Redundancy, often assumed to be a straightforward solution, introduced its own complexity. Supporting multiple providers meant additional routing logic, monitoring, and operational overhead.

“Reliability in fintech is about outcomes, not dashboards,” Shooter notes. “You need to understand how money actually moves, not just whether an API responds.”

Licensing as a Practical Constraint

As companies scale, licensing shifts from a legal consideration to a practical operating constraint. Relying on third-party licenses can accelerate early growth, but it also introduces dependency on external risk frameworks, onboarding rules, and regulatory interpretations.

Shooter observed how licensing constraints influenced product design, customer eligibility, and expansion timelines. Providers could change requirements or restrict use cases, sometimes with little notice.

“At scale, licensing decisions directly shape what you can build and where you can operate,” he explains. “They are not abstract legal details. They are product constraints.”

This reality forces companies to make strategic decisions about control as their financial operations mature.

Operating in Constant Change

Unlike traditional software, financial infrastructure operates under continuous external change. Regulations evolve. Banking partners adjust policies. Providers modify APIs. Market conditions shift.

At Deel’s scale, these changes were not exceptions. They were part of day-to-day operations. Managing them required strong processes, monitoring, and cross-functional coordination well beyond engineering.

“The work doesn’t end when something goes live,” Shooter says. “In many cases, that’s when the real operating challenge begins.”

Why These Lessons Matter Now

The challenges Shooter encountered are no longer limited to large fintechs. As more companies embed financial functionality into their products, they inherit the responsibilities that come with operating regulated systems.

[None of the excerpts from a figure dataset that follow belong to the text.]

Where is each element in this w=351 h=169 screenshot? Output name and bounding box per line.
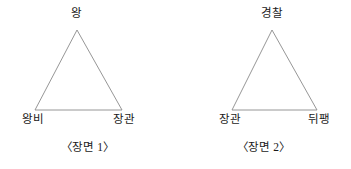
scene-1-triangle-shape	[0, 0, 175, 130]
scene-2-bottom-left-label: 장관	[219, 114, 241, 126]
scene-2-caption: 〈장면 2〉	[176, 142, 351, 154]
scene-1-group: 왕 왕비 장관 〈장면 1〉	[0, 0, 175, 169]
scene-1-apex-label: 왕	[71, 8, 82, 20]
scene-2-triangle-shape	[176, 0, 351, 130]
scene-1-bottom-left-label: 왕비	[22, 114, 44, 126]
scene-1-caption: 〈장면 1〉	[0, 142, 175, 154]
scene-1-bottom-right-label: 장관	[113, 114, 135, 126]
scene-2-bottom-right-label: 뒤팽	[308, 114, 330, 126]
scene-2-apex-label: 경찰	[261, 8, 283, 20]
scene-2-group: 경찰 장관 뒤팽 〈장면 2〉	[176, 0, 351, 169]
scene-2-triangle	[176, 0, 351, 130]
scene-1-triangle	[0, 0, 175, 130]
figure-canvas: 왕 왕비 장관 〈장면 1〉 경찰 장관 뒤팽 〈장면 2〉	[0, 0, 351, 169]
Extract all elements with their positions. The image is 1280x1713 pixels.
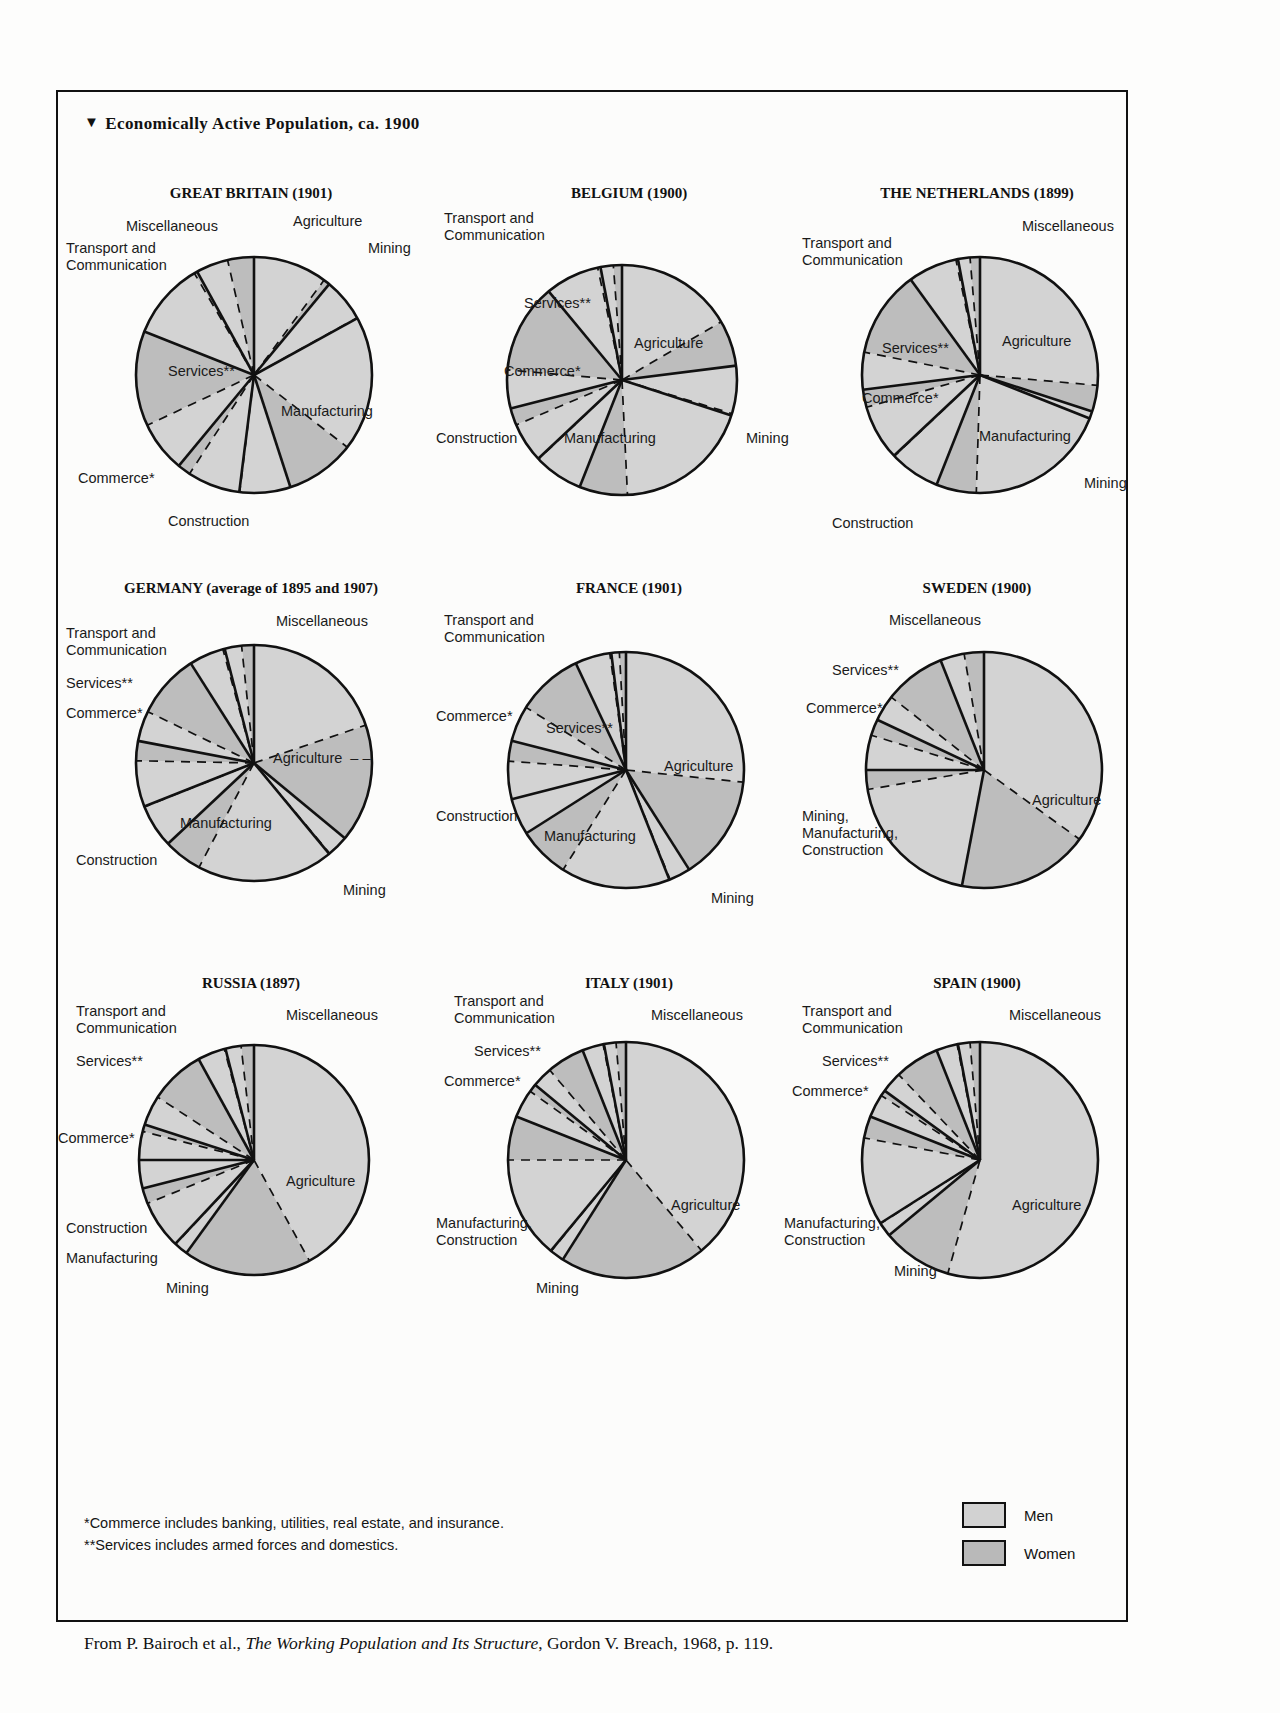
pie-slice-label: Agriculture bbox=[664, 758, 733, 775]
pie-sweden[interactable]: MiscellaneousServices**Commerce*Agricult… bbox=[784, 580, 1170, 970]
chart-row-3: RUSSIA (1897) MiscellaneousTransport and… bbox=[58, 975, 1218, 1370]
pie-slice-label: Mining bbox=[368, 240, 411, 257]
pie-slice-label: Agriculture bbox=[671, 1197, 740, 1214]
pie-slice[interactable] bbox=[980, 257, 1098, 385]
pie-slice-label: Manufacturing bbox=[979, 428, 1071, 445]
pie-slice-label: Services** bbox=[882, 340, 949, 357]
pie-slice-label: Transport and Communication bbox=[66, 625, 167, 659]
pie-slice-label: Agriculture bbox=[1012, 1197, 1081, 1214]
pie-slice-label: Agriculture bbox=[634, 335, 703, 352]
pie-slice-label: Services** bbox=[76, 1053, 143, 1070]
pie-slice-label: Transport and Communication bbox=[802, 235, 903, 269]
pie-germany[interactable]: MiscellaneousTransport and Communication… bbox=[58, 580, 444, 970]
pie-slice-label: Miscellaneous bbox=[889, 612, 981, 629]
pie-slice-label: Transport and Communication bbox=[66, 240, 167, 274]
pie-slice-label: Services** bbox=[66, 675, 133, 692]
pie-slice-label: Agriculture bbox=[293, 213, 362, 230]
pie-russia[interactable]: MiscellaneousTransport and Communication… bbox=[58, 975, 444, 1365]
pie-slice-label: Services** bbox=[832, 662, 899, 679]
pie-slice-label: Construction bbox=[168, 513, 249, 530]
pie-slice-label: Agriculture bbox=[1002, 333, 1071, 350]
source-title: The Working Population and Its Structure bbox=[245, 1633, 538, 1653]
legend: Men Women bbox=[962, 1502, 1075, 1578]
pie-slice-label: Miscellaneous bbox=[126, 218, 218, 235]
figure-title-text: Economically Active Population, ca. 1900 bbox=[105, 114, 419, 133]
chart-row-2: GERMANY (average of 1895 and 1907) Misce… bbox=[58, 580, 1218, 975]
legend-label-men: Men bbox=[1024, 1507, 1053, 1524]
pie-slice-label: Construction bbox=[832, 515, 913, 532]
chart-great-britain: GREAT BRITAIN (1901) MiscellaneousTransp… bbox=[58, 185, 444, 575]
pie-svg bbox=[436, 975, 822, 1365]
pie-slice-label: Services** bbox=[524, 295, 591, 312]
pie-italy[interactable]: Transport and CommunicationMiscellaneous… bbox=[436, 975, 822, 1365]
pie-belgium[interactable]: Transport and CommunicationServices**Agr… bbox=[436, 185, 822, 575]
pie-france[interactable]: Transport and CommunicationCommerce*Serv… bbox=[436, 580, 822, 970]
pie-slice-label: Construction bbox=[436, 808, 517, 825]
chart-row-1: GREAT BRITAIN (1901) MiscellaneousTransp… bbox=[58, 185, 1218, 580]
footnote-commerce: *Commerce includes banking, utilities, r… bbox=[84, 1512, 504, 1534]
legend-swatch-women bbox=[962, 1540, 1006, 1566]
figure-title: ▼Economically Active Population, ca. 190… bbox=[84, 110, 420, 135]
pie-slice-label: Commerce* bbox=[862, 390, 939, 407]
pie-slice-label: Mining bbox=[343, 882, 386, 899]
pie-slice-label: Agriculture bbox=[286, 1173, 355, 1190]
pie-svg bbox=[784, 580, 1170, 970]
triangle-marker: ▼ bbox=[84, 114, 99, 130]
source-prefix: From P. Bairoch et al., bbox=[84, 1633, 245, 1653]
pie-great-britain[interactable]: MiscellaneousTransport and Communication… bbox=[58, 185, 444, 575]
pie-slice-label: Mining bbox=[536, 1280, 579, 1297]
chart-italy: ITALY (1901) Transport and Communication… bbox=[436, 975, 822, 1365]
pie-slice-label: Construction bbox=[436, 430, 517, 447]
pie-slice-label: Construction bbox=[66, 1220, 147, 1237]
legend-swatch-men bbox=[962, 1502, 1006, 1528]
chart-germany: GERMANY (average of 1895 and 1907) Misce… bbox=[58, 580, 444, 970]
footnote-services: **Services includes armed forces and dom… bbox=[84, 1534, 504, 1556]
pie-slice-label: Commerce* bbox=[78, 470, 155, 487]
pie-slice-label: Miscellaneous bbox=[276, 613, 368, 630]
pie-slice-label: Services** bbox=[546, 720, 613, 737]
pie-slice-label: Commerce* bbox=[806, 700, 883, 717]
chart-russia: RUSSIA (1897) MiscellaneousTransport and… bbox=[58, 975, 444, 1365]
pie-slice-label: Transport and Communication bbox=[76, 1003, 177, 1037]
pie-slice-label: Miscellaneous bbox=[651, 1007, 743, 1024]
pie-slice-label: Mining bbox=[166, 1280, 209, 1297]
chart-netherlands: THE NETHERLANDS (1899) MiscellaneousTran… bbox=[784, 185, 1170, 575]
pie-slice-label: Manufacturing bbox=[281, 403, 373, 420]
chart-sweden: SWEDEN (1900) MiscellaneousServices**Com… bbox=[784, 580, 1170, 970]
legend-label-women: Women bbox=[1024, 1545, 1075, 1562]
pie-slice-label: Miscellaneous bbox=[1022, 218, 1114, 235]
pie-slice-label: Commerce* bbox=[58, 1130, 135, 1147]
pie-slice-label: Commerce* bbox=[436, 708, 513, 725]
chart-belgium: BELGIUM (1900) Transport and Communicati… bbox=[436, 185, 822, 575]
pie-slice-label: Manufacturing bbox=[180, 815, 272, 832]
pie-slice-label: Transport and Communication bbox=[444, 612, 545, 646]
pie-slice-label: Commerce* bbox=[444, 1073, 521, 1090]
pie-slice-label: Transport and Communication bbox=[454, 993, 555, 1027]
pie-slice-label: Manufacturing bbox=[66, 1250, 158, 1267]
pie-slice-label: Manufacturing bbox=[564, 430, 656, 447]
pie-slice-label: Transport and Communication bbox=[802, 1003, 903, 1037]
pie-slice-label: Manufacturing, Construction bbox=[784, 1215, 880, 1249]
pie-slice-label: Services** bbox=[822, 1053, 889, 1070]
source-suffix: , Gordon V. Breach, 1968, p. 119. bbox=[538, 1633, 773, 1653]
pie-slice-label: Mining bbox=[1084, 475, 1127, 492]
pie-slice-label: Services** bbox=[168, 363, 235, 380]
pie-slice-label: Construction bbox=[76, 852, 157, 869]
chart-france: FRANCE (1901) Transport and Communicatio… bbox=[436, 580, 822, 970]
legend-item-women: Women bbox=[962, 1540, 1075, 1566]
legend-item-men: Men bbox=[962, 1502, 1075, 1528]
pie-slice-label: Agriculture bbox=[1032, 792, 1101, 809]
pie-slice-label: Manufacturing bbox=[544, 828, 636, 845]
pie-slice-label: Miscellaneous bbox=[1009, 1007, 1101, 1024]
pie-slice-label: Agriculture – – bbox=[273, 750, 371, 767]
pie-slice-label: Manufacturing, Construction bbox=[436, 1215, 532, 1249]
figure-page: ▼Economically Active Population, ca. 190… bbox=[0, 0, 1280, 1713]
pie-slice-label: Mining, Manufacturing, Construction bbox=[802, 808, 898, 859]
pie-slice-label: Mining bbox=[711, 890, 754, 907]
pie-spain[interactable]: Transport and CommunicationMiscellaneous… bbox=[784, 975, 1170, 1365]
pie-slice-label: Services** bbox=[474, 1043, 541, 1060]
pie-slice-label: Commerce* bbox=[792, 1083, 869, 1100]
pie-netherlands[interactable]: MiscellaneousTransport and Communication… bbox=[784, 185, 1170, 575]
charts-grid: GREAT BRITAIN (1901) MiscellaneousTransp… bbox=[58, 185, 1218, 1370]
pie-slice-label: Miscellaneous bbox=[286, 1007, 378, 1024]
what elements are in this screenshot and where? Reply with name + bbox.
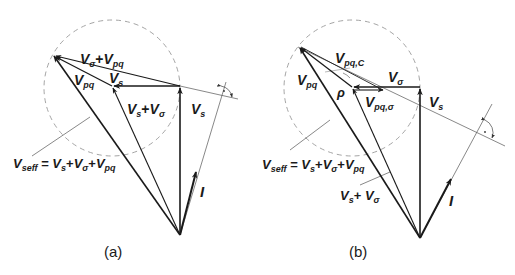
right-angle-arc-b: [485, 120, 493, 138]
diagram-b: Vpq,C Vpq ρ Vσ Vpq,σ Vs Vseff = Vs+Vσ+Vp…: [262, 20, 505, 260]
label-vpq-c-b: Vpq,C: [335, 50, 365, 68]
current-axis-line-a: [180, 82, 226, 235]
rho-angle-arc-b: [343, 73, 350, 78]
label-vseff-equation-a: Vseff = Vs+Vσ+Vpq: [13, 156, 116, 173]
label-vseff-equation-b: Vseff = Vs+Vσ+Vpq: [262, 157, 365, 174]
vseff-leader-a: [32, 117, 90, 156]
label-current-a: I: [200, 183, 205, 200]
dashed-circle-a: [44, 20, 180, 156]
label-vs-plus-vsigma-b: Vs+ Vσ: [340, 188, 381, 205]
label-vs-a: Vs: [191, 101, 205, 119]
perpendicular-line-a: [180, 86, 238, 99]
label-vpq-sigma-b: Vpq,σ: [365, 94, 395, 112]
current-phasor-a: [180, 172, 196, 235]
diagram-a: Vσ+Vpq Vpq Vs Vs+Vσ Vs Vseff = Vs+Vσ+Vpq…: [13, 20, 238, 260]
caption-b: (b): [349, 243, 367, 260]
label-vs-small-a: Vs: [109, 70, 123, 88]
caption-a: (a): [104, 243, 122, 260]
vseff-leader-b: [290, 120, 330, 150]
label-vs-b: Vs: [429, 94, 443, 112]
label-rho-b: ρ: [336, 85, 345, 100]
right-angle-dot-b: [484, 131, 486, 133]
dashed-circle-b: [284, 20, 420, 156]
current-phasor-b: [420, 179, 451, 238]
label-current-b: I: [449, 192, 454, 209]
label-vsigma-plus-vpq-a: Vσ+Vpq: [80, 51, 124, 69]
phasor-diagrams: Vσ+Vpq Vpq Vs Vs+Vσ Vs Vseff = Vs+Vσ+Vpq…: [0, 0, 515, 275]
label-vs-plus-vsigma-a: Vs+Vσ: [127, 101, 166, 119]
right-angle-dot-a: [223, 90, 225, 92]
label-vsigma-b: Vσ: [388, 69, 404, 87]
label-vpq-b: Vpq: [297, 72, 318, 90]
label-vpq-a: Vpq: [74, 72, 95, 90]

Automation and software-driven decision-making are accelerating this shift. As financial operations become more automated, the margin for error narrows. Systems designed for human oversight are increasingly expected to operate continuously and at scale.

Shooter believes this is where many companies will feel strain.

“Scaling fintech isn’t just about better technology,” he says. “It’s about building the operational foundations that let those systems run safely over time.”

What Shooter Is Focused on Today

After years operating global financial systems under real-world constraints, Shooter turned his attention to the structural challenges he repeatedly encountered. Today, he is working on early-stage infrastructure focused on helping companies manage the operational, compliance, and governance complexity that emerges as financial systems scale.

Rather than building consumer-facing fintech products, his work centers on foundational layers that support visibility, control, and reliability across complex financial stacks. The goal is to help companies operate fintech systems with the same rigor they apply to core infrastructure.

The perspective he brings is shaped by responsibility rather than abstraction. It reflects lessons learned in environments where decisions had immediate consequences for customers, compliance, and the business.

As more companies find themselves operating fintech by necessity rather than choice, those lessons are becoming increasingly relevant.